SCOTT SIMON, host:
Salim Ahmed Hamdan has been on trial at Guantanamo this week. He was once Osama bin Laden's driver. He has been charged with conspiracy and providing material support for terrorism. His trial has been described as the first war crimes trial since World War II at Nuremberg. But the war and trials of 1945 are not the same as 2008. In addition, it has taken three Supreme Court decisions to determine how these trials would proceed.
Andrew McBride wrote amicus briefs for the U.S. Supreme Court in support of the government. He's a former Justice Department official and federal prosecutor who handled military and national security matters for the Department of Justice in the first Bush administration. Andrew McBride joins us in the studio. Thanks so much for coming in.
Mr. ANDREW MCBRIDE (Former Assistant U.S. Attorney): Great to be here, Scott. Thank you.
SIMON: Two terms have been out there this week, war crimes and enemy combatants. Explain them in terms of the context of Guantanamo in this week's trial.
Mr. MCBRIDE: Well, war crimes are violations of either treaty or what is known as customary international law. A classic violation of the laws of war would be waving the white flag and then picking up your guns and shooting. And the idea goes back hundreds of years that war, to be just, has to be prosecuted in a certain way. In this particular case, the conspiracy charges against Mr. Hamdan arise from two violations of the laws of war, really. One is conducting military operations out of uniform, and the other is targeting civilians directly. And that's exactly what al-Qaeda did.
Now, Mr. Hamdan is not charged in any way with participating directly in 9/11, but with aiding the conspiracy by being the driver to Osama bin Laden, by driving weapons around to various locations. And so in the law of conspiracy, someone can aid the conspiracy - be a cog, if you will, in the machine - without being involved in all the other parts of the conspiracy.
SIMON: Let me ask you about another case that's brought some attention. Omar Khadr, a Canadian, who's charged with throwing a grenade at U.S. soldiers in Afghanistan. He was 15 at the time. Now, how was that a war crime?
Mr. MCBRIDE: Throwing a grenade at the enemy in and of itself is an act of war, you know, not a war crime. I think this administration has taken the position that if you are an adherent of al-Qaeda, and then you act on behalf of al-Qaeda against the forces of the United States, you are an enemy combatant, and that is a violation of the laws of war.
Because al-Qaeda itself was an organization dedicated to the violation of laws of war. I mean, al-Qaeda's purpose is to attack civilians - it is an irregular army in that sense - which is what leads to all the questions, I think, the difficult questions, about many of the individuals detained in Afghanistan. Are they rug merchants, or were they central to al-Qaeda's operations in Afghanistan?
SIMON: There was a man who died this week, Dinko Sakic, in Croatia. He'd been convicted of war crimes because he ran a concentration camp in Croatia, carried out the torture and slaying for inmates. I think people understand, yeah, those are war crimes. Do you have any concern that by using this broad definition of war crime, it's going to diminish the concept of what a real war crime is?
Mr. MCBRIDE: I think at some point, there is a danger there that - but for Salim Hamdan, I think, it's proper to charge him. And the evidence will tell us whether he is guilty of a true war crime, whether he was knowledgeable and involved and was not just a driver, but a bodyguard and a confidant and an aide-de-camp. So I don't think on its face, the indictment or the charges against Hamdan tell us that the government is stretching too far. Let's see what the evidence says.
SIMON: Now, this kind of warfare, to your mind, makes it difficult to draw some of these distinctions effectively?
Mr. MCBRIDE: It's not a war where there's a nation state on the other side who will capitulate and will sign a treaty of peace. You know, there's not going to be any Versailles Treaty, there's not going to be any Treaty of Paris. And so how long can these individuals be held?
SIMON: Would it have undercut the government's legal case if they'd been treated as POWs in any way?
Mr. MCBRIDE: I think it might have strengthened the government's case because, you know, there were 400,000 POWs held in the United States at one time or another during World War II, Italian and German troops. None of them had judicial rights. But of course, the difference between a POW and an enemy combatant is the enemy combatant is suspected of some violation of the laws of war. The POW is simply a soldier doing his or her duty.
SIMON: Yeah.
Mr. MCBRIDE: And a POW must be released upon the conclusion of the conflict. An enemy combatant could be held at the close of the conflict to face a military tribunal for violation of the laws of war.
SIMON: Andrew McBride, partner with Wiley Rein in Washington, D.C. Thanks so much.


### Requirement
Please state the number of lines in the records below that contain the string "bounding", and nothing further.

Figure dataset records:
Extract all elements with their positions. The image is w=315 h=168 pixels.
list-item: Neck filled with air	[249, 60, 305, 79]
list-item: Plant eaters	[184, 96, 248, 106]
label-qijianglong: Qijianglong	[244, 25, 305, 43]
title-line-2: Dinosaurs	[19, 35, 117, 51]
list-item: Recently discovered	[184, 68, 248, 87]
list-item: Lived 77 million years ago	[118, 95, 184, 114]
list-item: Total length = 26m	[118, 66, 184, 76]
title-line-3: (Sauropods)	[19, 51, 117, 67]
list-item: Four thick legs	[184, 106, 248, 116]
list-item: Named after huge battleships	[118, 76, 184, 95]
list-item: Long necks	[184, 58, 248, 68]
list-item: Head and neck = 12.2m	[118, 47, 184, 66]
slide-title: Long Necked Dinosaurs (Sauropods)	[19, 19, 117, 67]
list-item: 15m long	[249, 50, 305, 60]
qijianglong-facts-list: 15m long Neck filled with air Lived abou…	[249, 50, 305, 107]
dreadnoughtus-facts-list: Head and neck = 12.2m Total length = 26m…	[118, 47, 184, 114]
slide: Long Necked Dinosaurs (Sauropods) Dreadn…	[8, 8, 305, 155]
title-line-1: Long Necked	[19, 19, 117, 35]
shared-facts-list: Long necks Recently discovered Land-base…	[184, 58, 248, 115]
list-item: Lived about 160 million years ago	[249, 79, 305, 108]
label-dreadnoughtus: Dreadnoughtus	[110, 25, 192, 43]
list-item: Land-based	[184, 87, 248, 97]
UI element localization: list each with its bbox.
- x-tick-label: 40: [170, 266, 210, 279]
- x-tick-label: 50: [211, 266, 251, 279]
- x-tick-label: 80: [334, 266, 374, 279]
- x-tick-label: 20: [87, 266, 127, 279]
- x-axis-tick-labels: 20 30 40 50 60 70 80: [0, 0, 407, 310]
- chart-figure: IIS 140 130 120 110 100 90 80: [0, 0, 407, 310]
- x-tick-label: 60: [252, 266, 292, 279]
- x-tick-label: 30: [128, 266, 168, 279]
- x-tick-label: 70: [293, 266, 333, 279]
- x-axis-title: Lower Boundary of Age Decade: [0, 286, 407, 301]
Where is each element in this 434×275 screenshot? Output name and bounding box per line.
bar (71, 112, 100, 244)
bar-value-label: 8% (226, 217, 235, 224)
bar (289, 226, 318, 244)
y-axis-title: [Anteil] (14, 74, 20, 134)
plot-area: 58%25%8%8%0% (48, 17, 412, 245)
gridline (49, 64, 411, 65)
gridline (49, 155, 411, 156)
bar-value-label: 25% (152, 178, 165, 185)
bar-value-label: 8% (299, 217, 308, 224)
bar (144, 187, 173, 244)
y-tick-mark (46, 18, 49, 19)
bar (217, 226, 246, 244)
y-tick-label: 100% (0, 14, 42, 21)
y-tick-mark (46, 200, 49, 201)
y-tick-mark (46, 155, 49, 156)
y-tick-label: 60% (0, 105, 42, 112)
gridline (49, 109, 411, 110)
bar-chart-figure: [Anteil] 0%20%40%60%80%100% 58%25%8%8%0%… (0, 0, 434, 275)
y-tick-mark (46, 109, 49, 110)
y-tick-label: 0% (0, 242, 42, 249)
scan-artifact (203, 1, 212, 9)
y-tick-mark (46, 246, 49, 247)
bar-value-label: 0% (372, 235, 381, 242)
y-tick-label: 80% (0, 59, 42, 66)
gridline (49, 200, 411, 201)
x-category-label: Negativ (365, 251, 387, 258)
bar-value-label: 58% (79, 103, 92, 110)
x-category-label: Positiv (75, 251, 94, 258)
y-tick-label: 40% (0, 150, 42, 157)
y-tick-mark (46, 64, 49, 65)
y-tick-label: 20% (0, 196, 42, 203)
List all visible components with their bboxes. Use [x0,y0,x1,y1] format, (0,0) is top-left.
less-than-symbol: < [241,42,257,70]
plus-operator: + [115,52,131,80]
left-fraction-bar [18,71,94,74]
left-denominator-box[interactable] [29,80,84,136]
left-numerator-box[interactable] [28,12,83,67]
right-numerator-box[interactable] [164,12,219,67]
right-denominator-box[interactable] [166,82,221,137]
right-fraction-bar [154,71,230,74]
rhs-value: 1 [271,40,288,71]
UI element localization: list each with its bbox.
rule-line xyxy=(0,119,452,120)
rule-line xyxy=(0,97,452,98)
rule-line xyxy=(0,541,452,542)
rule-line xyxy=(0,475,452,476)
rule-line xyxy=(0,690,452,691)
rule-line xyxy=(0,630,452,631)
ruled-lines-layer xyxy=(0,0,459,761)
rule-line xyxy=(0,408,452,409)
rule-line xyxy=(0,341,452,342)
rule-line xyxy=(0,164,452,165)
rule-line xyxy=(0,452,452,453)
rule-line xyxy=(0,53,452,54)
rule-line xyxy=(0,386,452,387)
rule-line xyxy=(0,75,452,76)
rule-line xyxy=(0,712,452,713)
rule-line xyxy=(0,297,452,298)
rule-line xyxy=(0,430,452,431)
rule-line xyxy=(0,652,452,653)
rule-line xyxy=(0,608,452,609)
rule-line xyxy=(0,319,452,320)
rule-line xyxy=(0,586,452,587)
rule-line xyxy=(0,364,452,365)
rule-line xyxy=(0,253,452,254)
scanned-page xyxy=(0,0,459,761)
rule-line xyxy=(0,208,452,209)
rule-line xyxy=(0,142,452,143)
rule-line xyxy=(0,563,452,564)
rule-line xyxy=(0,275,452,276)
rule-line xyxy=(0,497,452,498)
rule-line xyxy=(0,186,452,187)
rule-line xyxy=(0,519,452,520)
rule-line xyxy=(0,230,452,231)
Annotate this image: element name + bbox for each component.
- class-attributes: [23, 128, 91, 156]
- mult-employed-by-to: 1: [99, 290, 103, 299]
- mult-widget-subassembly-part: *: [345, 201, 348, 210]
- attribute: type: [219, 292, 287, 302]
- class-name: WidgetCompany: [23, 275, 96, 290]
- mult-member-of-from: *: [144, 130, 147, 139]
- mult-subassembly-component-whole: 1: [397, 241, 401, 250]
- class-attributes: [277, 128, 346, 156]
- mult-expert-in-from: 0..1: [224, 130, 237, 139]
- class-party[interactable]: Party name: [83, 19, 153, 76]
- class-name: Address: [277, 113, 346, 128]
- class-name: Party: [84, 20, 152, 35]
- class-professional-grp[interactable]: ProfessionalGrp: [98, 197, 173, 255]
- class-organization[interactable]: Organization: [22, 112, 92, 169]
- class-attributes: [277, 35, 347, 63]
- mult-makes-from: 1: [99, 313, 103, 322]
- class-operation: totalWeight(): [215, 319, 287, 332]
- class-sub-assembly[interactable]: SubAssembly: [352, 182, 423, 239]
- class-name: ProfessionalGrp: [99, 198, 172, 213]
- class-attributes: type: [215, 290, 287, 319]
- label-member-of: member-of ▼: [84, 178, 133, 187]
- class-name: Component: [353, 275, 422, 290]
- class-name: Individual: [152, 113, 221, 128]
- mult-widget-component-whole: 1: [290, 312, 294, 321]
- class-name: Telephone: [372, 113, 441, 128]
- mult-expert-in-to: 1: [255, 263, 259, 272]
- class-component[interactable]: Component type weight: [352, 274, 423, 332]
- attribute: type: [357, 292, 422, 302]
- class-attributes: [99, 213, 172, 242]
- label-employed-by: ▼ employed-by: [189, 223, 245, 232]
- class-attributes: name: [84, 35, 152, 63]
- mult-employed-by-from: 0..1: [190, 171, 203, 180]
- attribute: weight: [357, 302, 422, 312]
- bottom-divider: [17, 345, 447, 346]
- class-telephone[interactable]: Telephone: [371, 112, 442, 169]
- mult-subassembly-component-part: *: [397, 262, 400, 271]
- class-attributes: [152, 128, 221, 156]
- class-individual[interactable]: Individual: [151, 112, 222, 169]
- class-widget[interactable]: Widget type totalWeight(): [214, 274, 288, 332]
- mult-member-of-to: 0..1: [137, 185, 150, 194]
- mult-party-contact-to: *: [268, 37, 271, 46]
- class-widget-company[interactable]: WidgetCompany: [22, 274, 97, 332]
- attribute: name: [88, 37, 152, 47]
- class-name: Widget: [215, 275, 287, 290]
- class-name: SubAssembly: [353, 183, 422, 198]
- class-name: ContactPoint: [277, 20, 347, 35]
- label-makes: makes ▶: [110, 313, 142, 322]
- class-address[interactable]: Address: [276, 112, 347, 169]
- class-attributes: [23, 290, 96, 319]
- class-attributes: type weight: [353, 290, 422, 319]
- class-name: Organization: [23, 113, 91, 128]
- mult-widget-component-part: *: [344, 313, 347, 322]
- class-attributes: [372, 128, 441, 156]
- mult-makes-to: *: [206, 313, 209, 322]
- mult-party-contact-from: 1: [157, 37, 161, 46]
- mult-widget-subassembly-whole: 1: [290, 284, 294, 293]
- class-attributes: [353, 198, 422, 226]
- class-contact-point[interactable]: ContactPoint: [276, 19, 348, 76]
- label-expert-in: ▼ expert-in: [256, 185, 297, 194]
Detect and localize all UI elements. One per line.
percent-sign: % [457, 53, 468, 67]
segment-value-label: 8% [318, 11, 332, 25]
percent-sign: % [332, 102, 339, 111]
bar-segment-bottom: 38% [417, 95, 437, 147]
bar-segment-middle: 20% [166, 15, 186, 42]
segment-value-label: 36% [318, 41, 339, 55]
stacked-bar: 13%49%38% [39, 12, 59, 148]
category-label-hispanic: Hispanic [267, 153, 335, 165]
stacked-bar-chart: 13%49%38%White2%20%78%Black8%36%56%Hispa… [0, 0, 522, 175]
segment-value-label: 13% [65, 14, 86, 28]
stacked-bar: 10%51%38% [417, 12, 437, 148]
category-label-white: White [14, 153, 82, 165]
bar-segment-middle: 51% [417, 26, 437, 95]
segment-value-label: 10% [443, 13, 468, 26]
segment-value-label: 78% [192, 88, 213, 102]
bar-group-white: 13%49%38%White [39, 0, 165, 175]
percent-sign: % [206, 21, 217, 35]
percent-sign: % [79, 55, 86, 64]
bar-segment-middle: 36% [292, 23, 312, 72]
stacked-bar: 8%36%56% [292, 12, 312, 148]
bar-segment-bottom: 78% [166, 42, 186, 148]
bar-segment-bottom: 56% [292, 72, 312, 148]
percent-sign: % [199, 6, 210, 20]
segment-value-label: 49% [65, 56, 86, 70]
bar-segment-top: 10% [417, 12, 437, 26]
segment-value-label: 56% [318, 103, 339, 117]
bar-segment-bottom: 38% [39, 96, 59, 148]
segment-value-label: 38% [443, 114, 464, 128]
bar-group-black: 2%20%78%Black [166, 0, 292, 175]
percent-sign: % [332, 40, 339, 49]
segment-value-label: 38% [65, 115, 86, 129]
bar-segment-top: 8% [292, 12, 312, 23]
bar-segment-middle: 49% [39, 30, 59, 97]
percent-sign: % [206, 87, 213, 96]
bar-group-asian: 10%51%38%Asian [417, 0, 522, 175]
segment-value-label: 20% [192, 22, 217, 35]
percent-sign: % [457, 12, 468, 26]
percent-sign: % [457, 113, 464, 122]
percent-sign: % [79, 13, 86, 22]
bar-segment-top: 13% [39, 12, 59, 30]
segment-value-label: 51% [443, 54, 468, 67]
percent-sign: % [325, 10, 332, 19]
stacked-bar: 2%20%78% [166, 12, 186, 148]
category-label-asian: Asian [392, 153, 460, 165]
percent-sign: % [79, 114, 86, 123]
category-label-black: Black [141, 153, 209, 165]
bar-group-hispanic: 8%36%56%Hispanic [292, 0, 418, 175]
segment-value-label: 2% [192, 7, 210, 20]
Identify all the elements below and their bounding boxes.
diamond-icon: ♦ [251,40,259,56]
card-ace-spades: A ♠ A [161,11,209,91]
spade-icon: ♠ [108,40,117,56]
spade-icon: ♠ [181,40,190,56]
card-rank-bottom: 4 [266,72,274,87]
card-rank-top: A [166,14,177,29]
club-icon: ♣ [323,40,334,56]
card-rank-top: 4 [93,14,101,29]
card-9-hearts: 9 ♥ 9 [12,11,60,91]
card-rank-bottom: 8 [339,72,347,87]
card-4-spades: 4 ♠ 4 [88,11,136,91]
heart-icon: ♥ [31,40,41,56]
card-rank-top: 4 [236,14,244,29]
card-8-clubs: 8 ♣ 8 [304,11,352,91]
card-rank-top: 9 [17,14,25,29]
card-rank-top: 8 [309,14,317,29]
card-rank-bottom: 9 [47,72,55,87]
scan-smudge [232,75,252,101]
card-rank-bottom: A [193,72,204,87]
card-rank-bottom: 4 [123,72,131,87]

### Your response
2